Monday, June 27, 2011

Sacramento Bee: Sacramento Regional Transit May Increase Rail Service

Sacramento RT considers restoring late light-rail service

Published: Monday, Jun. 27, 2011 - 12:00 am | Page 1A
 
In a surprise reversal of fortune, Sacramento light-rail trains may soon resume late-night runs, hardly more than a year after transit officials cut the service amid fiscal woes.

It would mark a swift end to an unpopular transit cut, and represent one of the first notable government service turnarounds in a region where most agencies this summer are still slashing staff and taxpayer services.

Sacramento Regional Transit officials said they will watch another month to see if recent unexpected sales tax revenue increases hold steady before they expand service. But officials sounded confident last week they can restore previously cut light-rail service and some bus runs by January.

"Given where we've been the last four years – just cut and slash and reduce – it's great news for the riding public," RT General Manager Mike Wiley said. "We've taken the hard hits. We've positioned the organization to the point we're actually talking about service recovery."

That optimism is thanks in good part to increased consumer spending in Sacramento this year, mirroring a growing statewide trend. RT's sales-tax revenue last month was 6 percent higher than May of last year, the agency reports. Officials had been budgeting for an increase of just 1 percent.

Any uptick in sales-tax revenue benefits RT greatly, because sales tax makes up 48 percent of the agency's operating budget. Passenger fares account for 26 percent.

Government agencies that depend more heavily on other revenue streams have been slower to recover. The city of Sacramento, for instance, gets just 17 percent of its annual revenue from sales taxes. The upswing from consumer spending is projected to add only $2 million to Sacramento's $359 million July 1 budget. City government's main source of revenue, property taxes, remains depressed, leaving the city in the position this summer of once again lopping off city jobs and services, notably in the Police and Fire departments.

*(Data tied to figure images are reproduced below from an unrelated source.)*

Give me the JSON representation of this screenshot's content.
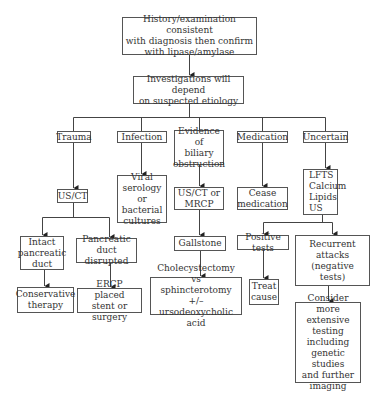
{
  "diagram": {
    "type": "flowchart",
    "nodes": {
      "start": "History/examination consistent\nwith diagnosis then confirm\nwith lipase/amylase",
      "investigations": "Investigations will depend\non suspected etiology",
      "trauma": "Trauma",
      "infection": "Infection",
      "biliary": "Evidence of\nbiliary\nobstruction",
      "medication": "Medication",
      "uncertain": "Uncertain",
      "us_ct": "US/CT",
      "viral": "Viral\nserology or\nbacterial\ncultures",
      "us_ct_mrcp": "US/CT or\nMRCP",
      "cease": "Cease\nmedication",
      "lfts": "LFTS\nCalcium\nLipids\nUS",
      "intact": "Intact\npancreatic\nduct",
      "disrupted": "Pancreatic\nduct disrupted",
      "gallstone": "Gallstone",
      "positive": "Positive tests",
      "recurrent": "Recurrent\nattacks\n(negative\ntests)",
      "conservative": "Conservative\ntherapy",
      "ercp": "ERCP placed\nstent or surgery",
      "cholecystectomy": "Cholecystectomy vs\nsphincterotomy +/–\nursodeoxycholic acid",
      "treat": "Treat\ncause",
      "consider": "Consider more\nextensive\ntesting\nincluding\ngenetic studies\nand further\nimaging"
    },
    "edges": [
      [
        "start",
        "investigations"
      ],
      [
        "investigations",
        "trauma"
      ],
      [
        "investigations",
        "infection"
      ],
      [
        "investigations",
        "biliary"
      ],
      [
        "investigations",
        "medication"
      ],
      [
        "investigations",
        "uncertain"
      ],
      [
        "trauma",
        "us_ct"
      ],
      [
        "infection",
        "viral"
      ],
      [
        "biliary",
        "us_ct_mrcp"
      ],
      [
        "medication",
        "cease"
      ],
      [
        "uncertain",
        "lfts"
      ],
      [
        "us_ct",
        "intact"
      ],
      [
        "us_ct",
        "disrupted"
      ],
      [
        "us_ct_mrcp",
        "gallstone"
      ],
      [
        "lfts",
        "positive"
      ],
      [
        "lfts",
        "recurrent"
      ],
      [
        "intact",
        "conservative"
      ],
      [
        "disrupted",
        "ercp"
      ],
      [
        "gallstone",
        "cholecystectomy"
      ],
      [
        "positive",
        "treat"
      ],
      [
        "recurrent",
        "consider"
      ]
    ]
  }
}
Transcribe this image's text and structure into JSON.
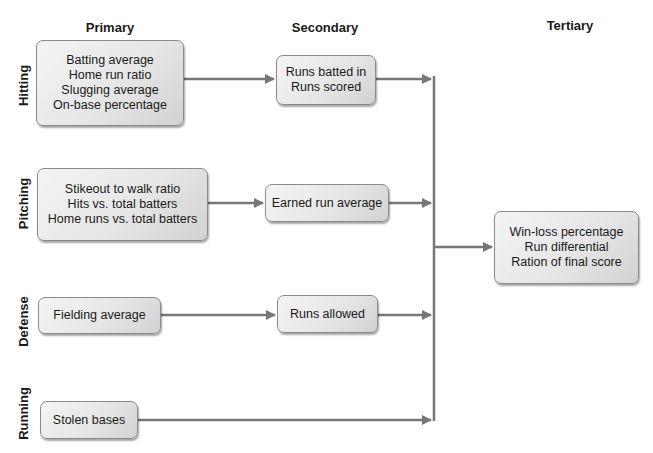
{
  "columns": {
    "primary": "Primary",
    "secondary": "Secondary",
    "tertiary": "Tertiary"
  },
  "rows": {
    "hitting": "Hitting",
    "pitching": "Pitching",
    "defense": "Defense",
    "running": "Running"
  },
  "boxes": {
    "hitting_primary": [
      "Batting average",
      "Home run ratio",
      "Slugging average",
      "On-base percentage"
    ],
    "hitting_secondary": [
      "Runs batted in",
      "Runs scored"
    ],
    "pitching_primary": [
      "Stikeout to walk ratio",
      "Hits vs. total batters",
      "Home runs vs. total batters"
    ],
    "pitching_secondary": [
      "Earned run average"
    ],
    "defense_primary": [
      "Fielding average"
    ],
    "defense_secondary": [
      "Runs allowed"
    ],
    "running_primary": [
      "Stolen bases"
    ],
    "tertiary": [
      "Win-loss percentage",
      "Run differential",
      "Ration of final score"
    ]
  },
  "colors": {
    "arrow": "#777777",
    "box_border": "#8a8a8a",
    "text": "#1a1a1a"
  }
}
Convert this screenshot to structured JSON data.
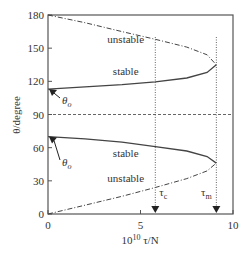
{
  "chart_data": {
    "type": "line",
    "title": "",
    "xlabel": "10^10 τ/N",
    "xlabel_parts": {
      "base": "10",
      "exp": "10",
      "rest": " τ/N"
    },
    "ylabel": "θ/degree",
    "xlim": [
      0,
      10
    ],
    "ylim": [
      0,
      180
    ],
    "x_ticks": [
      0,
      5,
      10
    ],
    "y_ticks": [
      0,
      30,
      60,
      90,
      120,
      150,
      180
    ],
    "x_tick_labels": [
      "0",
      "5",
      "10"
    ],
    "y_tick_labels": [
      "0",
      "30",
      "60",
      "90",
      "120",
      "150",
      "180"
    ],
    "grid": false,
    "legend": null,
    "series": [
      {
        "name": "upper stable",
        "style": "solid",
        "x": [
          0,
          2,
          4,
          5.8,
          7.5,
          8.6,
          9.1
        ],
        "y": [
          113,
          115,
          117,
          119.5,
          123,
          128,
          135
        ]
      },
      {
        "name": "upper unstable",
        "style": "dash-dot",
        "x": [
          0,
          2,
          4,
          5.8,
          7.5,
          8.6,
          9.1
        ],
        "y": [
          180,
          173,
          165,
          158,
          151,
          144,
          135
        ]
      },
      {
        "name": "lower stable",
        "style": "solid",
        "x": [
          0,
          2,
          4,
          5.8,
          7.5,
          8.6,
          9.1
        ],
        "y": [
          70,
          68,
          65,
          61,
          57,
          52,
          46
        ]
      },
      {
        "name": "lower unstable",
        "style": "dash-dot",
        "x": [
          0,
          2,
          4,
          5.8,
          7.5,
          8.6,
          9.1
        ],
        "y": [
          0,
          8,
          16,
          24,
          32,
          39,
          46
        ]
      }
    ],
    "reference_lines": [
      {
        "orientation": "horizontal",
        "value": 90,
        "style": "dashed"
      },
      {
        "orientation": "vertical",
        "value": 5.8,
        "style": "dotted",
        "label": "τc"
      },
      {
        "orientation": "vertical",
        "value": 9.1,
        "style": "dotted",
        "label": "τm"
      }
    ],
    "annotations": [
      {
        "text": "unstable",
        "x": 4.2,
        "y": 155
      },
      {
        "text": "stable",
        "x": 4.2,
        "y": 126
      },
      {
        "text": "stable",
        "x": 4.2,
        "y": 52
      },
      {
        "text": "unstable",
        "x": 4.2,
        "y": 29
      },
      {
        "text": "θo",
        "x": 0.5,
        "y": 122,
        "arrow_to": [
          0,
          113
        ]
      },
      {
        "text": "θo",
        "x": 0.5,
        "y": 58,
        "arrow_to": [
          0,
          70
        ]
      },
      {
        "text": "τc",
        "x": 5.8,
        "y": 10,
        "marker": "down-triangle"
      },
      {
        "text": "τm",
        "x": 9.1,
        "y": 10,
        "marker": "down-triangle"
      }
    ]
  },
  "labels": {
    "theta0": "θ",
    "theta0_sub": "o",
    "tau": "τ",
    "tau_c_sub": "c",
    "tau_m_sub": "m",
    "stable": "stable",
    "unstable": "unstable",
    "ylabel": "θ/degree",
    "xlabel_base": "10",
    "xlabel_exp": "10",
    "xlabel_rest": " τ/N"
  }
}
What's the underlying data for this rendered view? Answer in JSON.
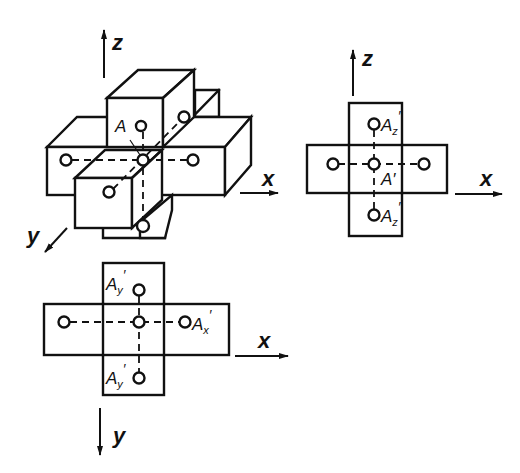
{
  "figure": {
    "colors": {
      "ink": "#111111",
      "paper": "#ffffff"
    }
  },
  "isometric_view": {
    "axes": {
      "z": "z",
      "x": "x",
      "y": "y"
    },
    "point_label": "A"
  },
  "front_view": {
    "axes": {
      "z": "z",
      "x": "x"
    },
    "labels": {
      "top_point": "A",
      "top_point_sub": "z",
      "top_point_prime": "′",
      "center_point": "A′",
      "bottom_point": "A",
      "bottom_point_sub": "z",
      "bottom_point_prime": "′"
    }
  },
  "top_view": {
    "axes": {
      "x": "x",
      "y": "y"
    },
    "labels": {
      "top_point": "A",
      "top_point_sub": "y",
      "top_point_prime": "′",
      "right_point": "A",
      "right_point_sub": "x",
      "right_point_prime": "′",
      "bottom_point": "A",
      "bottom_point_sub": "y",
      "bottom_point_prime": "′"
    }
  }
}
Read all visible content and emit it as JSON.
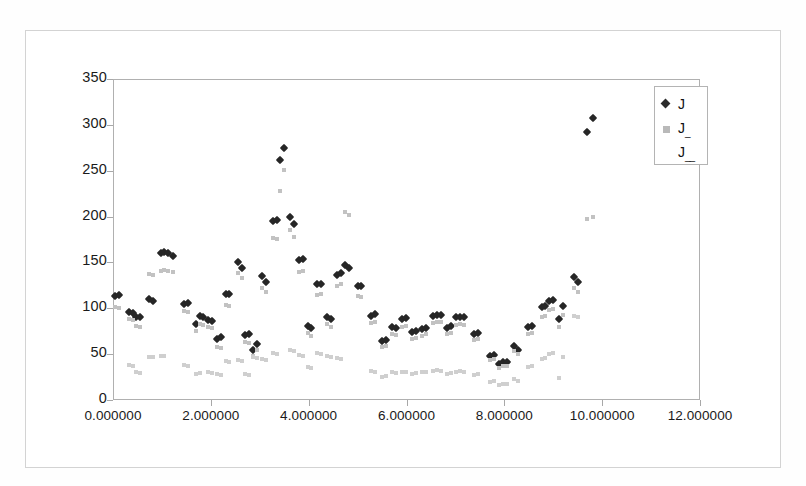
{
  "chart_data": {
    "type": "scatter",
    "title": "",
    "xlabel": "",
    "ylabel": "",
    "xlim": [
      0,
      12
    ],
    "ylim": [
      0,
      350
    ],
    "grid": false,
    "legend_position": "top-right",
    "xticks": [
      "0.000000",
      "2.000000",
      "4.000000",
      "6.000000",
      "8.000000",
      "10.000000",
      "12.000000"
    ],
    "xtick_values": [
      0,
      2,
      4,
      6,
      8,
      10,
      12
    ],
    "yticks": [
      "0",
      "50",
      "100",
      "150",
      "200",
      "250",
      "300",
      "350"
    ],
    "ytick_values": [
      0,
      50,
      100,
      150,
      200,
      250,
      300,
      350
    ],
    "series": [
      {
        "name": "J",
        "marker": "diamond",
        "color": "#262626",
        "points": [
          [
            0.05,
            113
          ],
          [
            0.12,
            114
          ],
          [
            0.33,
            96
          ],
          [
            0.4,
            95
          ],
          [
            0.48,
            91
          ],
          [
            0.55,
            90
          ],
          [
            0.74,
            110
          ],
          [
            0.82,
            108
          ],
          [
            0.98,
            160
          ],
          [
            1.05,
            161
          ],
          [
            1.12,
            160
          ],
          [
            1.22,
            157
          ],
          [
            1.46,
            105
          ],
          [
            1.53,
            106
          ],
          [
            1.7,
            83
          ],
          [
            1.77,
            92
          ],
          [
            1.84,
            91
          ],
          [
            1.95,
            87
          ],
          [
            2.02,
            86
          ],
          [
            2.12,
            66
          ],
          [
            2.2,
            69
          ],
          [
            2.3,
            116
          ],
          [
            2.38,
            116
          ],
          [
            2.55,
            151
          ],
          [
            2.63,
            144
          ],
          [
            2.7,
            71
          ],
          [
            2.78,
            72
          ],
          [
            2.86,
            55
          ],
          [
            2.95,
            61
          ],
          [
            3.05,
            135
          ],
          [
            3.12,
            129
          ],
          [
            3.28,
            195
          ],
          [
            3.35,
            196
          ],
          [
            3.42,
            262
          ],
          [
            3.5,
            275
          ],
          [
            3.62,
            200
          ],
          [
            3.7,
            192
          ],
          [
            3.8,
            153
          ],
          [
            3.88,
            154
          ],
          [
            3.98,
            81
          ],
          [
            4.05,
            78
          ],
          [
            4.18,
            126
          ],
          [
            4.26,
            127
          ],
          [
            4.38,
            91
          ],
          [
            4.46,
            88
          ],
          [
            4.58,
            136
          ],
          [
            4.66,
            139
          ],
          [
            4.74,
            147
          ],
          [
            4.82,
            144
          ],
          [
            5.0,
            124
          ],
          [
            5.08,
            124
          ],
          [
            5.28,
            92
          ],
          [
            5.35,
            94
          ],
          [
            5.5,
            64
          ],
          [
            5.58,
            65
          ],
          [
            5.7,
            80
          ],
          [
            5.78,
            79
          ],
          [
            5.9,
            88
          ],
          [
            5.98,
            89
          ],
          [
            6.12,
            74
          ],
          [
            6.2,
            75
          ],
          [
            6.32,
            77
          ],
          [
            6.4,
            79
          ],
          [
            6.55,
            92
          ],
          [
            6.63,
            93
          ],
          [
            6.7,
            93
          ],
          [
            6.82,
            79
          ],
          [
            6.9,
            81
          ],
          [
            7.02,
            90
          ],
          [
            7.1,
            91
          ],
          [
            7.18,
            90
          ],
          [
            7.38,
            72
          ],
          [
            7.46,
            73
          ],
          [
            7.7,
            48
          ],
          [
            7.78,
            49
          ],
          [
            7.9,
            39
          ],
          [
            7.98,
            41
          ],
          [
            8.06,
            41
          ],
          [
            8.2,
            59
          ],
          [
            8.28,
            55
          ],
          [
            8.48,
            80
          ],
          [
            8.56,
            81
          ],
          [
            8.76,
            101
          ],
          [
            8.84,
            102
          ],
          [
            8.92,
            108
          ],
          [
            9.0,
            109
          ],
          [
            9.12,
            88
          ],
          [
            9.2,
            103
          ],
          [
            9.42,
            134
          ],
          [
            9.5,
            129
          ],
          [
            9.7,
            292
          ],
          [
            9.82,
            308
          ]
        ]
      },
      {
        "name": "J_",
        "marker": "square",
        "color": "#c2c2c2",
        "points": [
          [
            0.05,
            101
          ],
          [
            0.12,
            100
          ],
          [
            0.33,
            88
          ],
          [
            0.4,
            87
          ],
          [
            0.48,
            81
          ],
          [
            0.55,
            80
          ],
          [
            0.74,
            137
          ],
          [
            0.82,
            136
          ],
          [
            0.98,
            141
          ],
          [
            1.05,
            142
          ],
          [
            1.12,
            141
          ],
          [
            1.22,
            140
          ],
          [
            1.46,
            97
          ],
          [
            1.53,
            96
          ],
          [
            1.7,
            75
          ],
          [
            1.77,
            83
          ],
          [
            1.84,
            82
          ],
          [
            1.95,
            80
          ],
          [
            2.02,
            79
          ],
          [
            2.12,
            58
          ],
          [
            2.2,
            57
          ],
          [
            2.3,
            104
          ],
          [
            2.38,
            103
          ],
          [
            2.55,
            139
          ],
          [
            2.63,
            133
          ],
          [
            2.7,
            63
          ],
          [
            2.78,
            62
          ],
          [
            2.86,
            48
          ],
          [
            2.95,
            54
          ],
          [
            3.05,
            122
          ],
          [
            3.12,
            118
          ],
          [
            3.28,
            177
          ],
          [
            3.35,
            176
          ],
          [
            3.42,
            228
          ],
          [
            3.5,
            251
          ],
          [
            3.62,
            185
          ],
          [
            3.7,
            178
          ],
          [
            3.8,
            140
          ],
          [
            3.88,
            141
          ],
          [
            3.98,
            73
          ],
          [
            4.05,
            70
          ],
          [
            4.18,
            115
          ],
          [
            4.26,
            116
          ],
          [
            4.38,
            83
          ],
          [
            4.46,
            80
          ],
          [
            4.58,
            124
          ],
          [
            4.66,
            126
          ],
          [
            4.74,
            205
          ],
          [
            4.82,
            202
          ],
          [
            5.0,
            113
          ],
          [
            5.08,
            112
          ],
          [
            5.28,
            84
          ],
          [
            5.35,
            85
          ],
          [
            5.5,
            58
          ],
          [
            5.58,
            59
          ],
          [
            5.7,
            72
          ],
          [
            5.78,
            71
          ],
          [
            5.9,
            80
          ],
          [
            5.98,
            81
          ],
          [
            6.12,
            67
          ],
          [
            6.2,
            68
          ],
          [
            6.32,
            70
          ],
          [
            6.4,
            72
          ],
          [
            6.55,
            84
          ],
          [
            6.63,
            85
          ],
          [
            6.7,
            85
          ],
          [
            6.82,
            72
          ],
          [
            6.9,
            73
          ],
          [
            7.02,
            82
          ],
          [
            7.1,
            83
          ],
          [
            7.18,
            82
          ],
          [
            7.38,
            65
          ],
          [
            7.46,
            66
          ],
          [
            7.7,
            44
          ],
          [
            7.78,
            45
          ],
          [
            7.9,
            35
          ],
          [
            7.98,
            37
          ],
          [
            8.06,
            37
          ],
          [
            8.2,
            53
          ],
          [
            8.28,
            50
          ],
          [
            8.48,
            72
          ],
          [
            8.56,
            73
          ],
          [
            8.76,
            91
          ],
          [
            8.84,
            92
          ],
          [
            8.92,
            98
          ],
          [
            9.0,
            99
          ],
          [
            9.12,
            80
          ],
          [
            9.2,
            93
          ],
          [
            9.42,
            122
          ],
          [
            9.5,
            118
          ],
          [
            9.7,
            197
          ],
          [
            9.82,
            200
          ]
        ]
      },
      {
        "name": "J__",
        "marker": "none",
        "color": "#cfcfcf",
        "points": [
          [
            0.33,
            38
          ],
          [
            0.4,
            37
          ],
          [
            0.48,
            30
          ],
          [
            0.55,
            29
          ],
          [
            0.74,
            47
          ],
          [
            0.82,
            47
          ],
          [
            0.98,
            48
          ],
          [
            1.05,
            48
          ],
          [
            1.46,
            38
          ],
          [
            1.53,
            37
          ],
          [
            1.7,
            28
          ],
          [
            1.77,
            29
          ],
          [
            1.95,
            30
          ],
          [
            2.02,
            29
          ],
          [
            2.12,
            28
          ],
          [
            2.2,
            27
          ],
          [
            2.3,
            42
          ],
          [
            2.38,
            41
          ],
          [
            2.55,
            44
          ],
          [
            2.63,
            43
          ],
          [
            2.7,
            28
          ],
          [
            2.78,
            27
          ],
          [
            2.86,
            47
          ],
          [
            2.95,
            46
          ],
          [
            3.05,
            45
          ],
          [
            3.12,
            44
          ],
          [
            3.28,
            51
          ],
          [
            3.35,
            50
          ],
          [
            3.62,
            54
          ],
          [
            3.7,
            53
          ],
          [
            3.8,
            49
          ],
          [
            3.88,
            48
          ],
          [
            3.98,
            36
          ],
          [
            4.05,
            35
          ],
          [
            4.18,
            51
          ],
          [
            4.26,
            50
          ],
          [
            4.38,
            48
          ],
          [
            4.46,
            47
          ],
          [
            4.58,
            46
          ],
          [
            4.66,
            45
          ],
          [
            5.28,
            32
          ],
          [
            5.35,
            31
          ],
          [
            5.5,
            25
          ],
          [
            5.58,
            26
          ],
          [
            5.7,
            30
          ],
          [
            5.78,
            29
          ],
          [
            5.9,
            30
          ],
          [
            5.98,
            31
          ],
          [
            6.12,
            28
          ],
          [
            6.2,
            29
          ],
          [
            6.32,
            30
          ],
          [
            6.4,
            31
          ],
          [
            6.55,
            32
          ],
          [
            6.63,
            33
          ],
          [
            6.7,
            32
          ],
          [
            6.82,
            28
          ],
          [
            6.9,
            29
          ],
          [
            7.02,
            31
          ],
          [
            7.1,
            32
          ],
          [
            7.18,
            31
          ],
          [
            7.38,
            27
          ],
          [
            7.46,
            28
          ],
          [
            7.7,
            20
          ],
          [
            7.78,
            21
          ],
          [
            7.9,
            16
          ],
          [
            7.98,
            17
          ],
          [
            8.06,
            17
          ],
          [
            8.2,
            23
          ],
          [
            8.28,
            21
          ],
          [
            8.48,
            36
          ],
          [
            8.56,
            37
          ],
          [
            8.76,
            45
          ],
          [
            8.84,
            46
          ],
          [
            8.92,
            50
          ],
          [
            9.0,
            51
          ],
          [
            9.12,
            24
          ],
          [
            9.2,
            47
          ],
          [
            9.42,
            92
          ],
          [
            9.5,
            91
          ]
        ]
      }
    ]
  },
  "legend": {
    "entries": [
      {
        "label": "J",
        "sub": "",
        "marker": "diamond"
      },
      {
        "label": "J",
        "sub": "_",
        "marker": "square"
      },
      {
        "label": "J",
        "sub": "__",
        "marker": "none"
      }
    ]
  }
}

The county government of Sacramento also remains mired in red ink. It gets even less of a boost from increased sales-tax revenue, which accounts for just 3 percent of its budget.

RT officials say they will play it safe for the moment by passing a proposed "steady state" 2011-12 budget today with the same service levels as last year.

But, if revenues hold, agency officials say they will launch a public conversation next month about bringing back some rail and bus service.

Last June, RT cut bus service by 20 percent and light rail by 10 percent. The rail reduction turned out to be a bigger blow to ridership than expected, as many people stopped riding the system hours earlier in the evening.

Officials theorized swing-shift workers were unwilling to catch early evening trains, knowing there would be no later trains available for the commute home.

RT officials said they will consider extending rail service to around 12:30 a.m. nightly, as had been the case in previous years. Currently, trains finish their nightly runs at about 9:30 p.m.

RT will look at restoring some service as well to a handful of the most popular bus lines, including runs on Stockton Boulevard, Florin Road, Broadway, Greenback Lane and Sunrise Boulevard.

The agency continues to lay plans for larger service increases over time, but officials say significant improvements are not likely to be affordable for another several years. It may take until 2017 for service to match 2009 levels, RT officials said.

The agency continues work on extension of the light-rail system. A short expansion is under construction between downtown and the Richards Boulevard area. That line eventually is planned to run to the airport. The agency also is planning to extend its south rail line from the current Meadowview terminus to Cosumnes River College.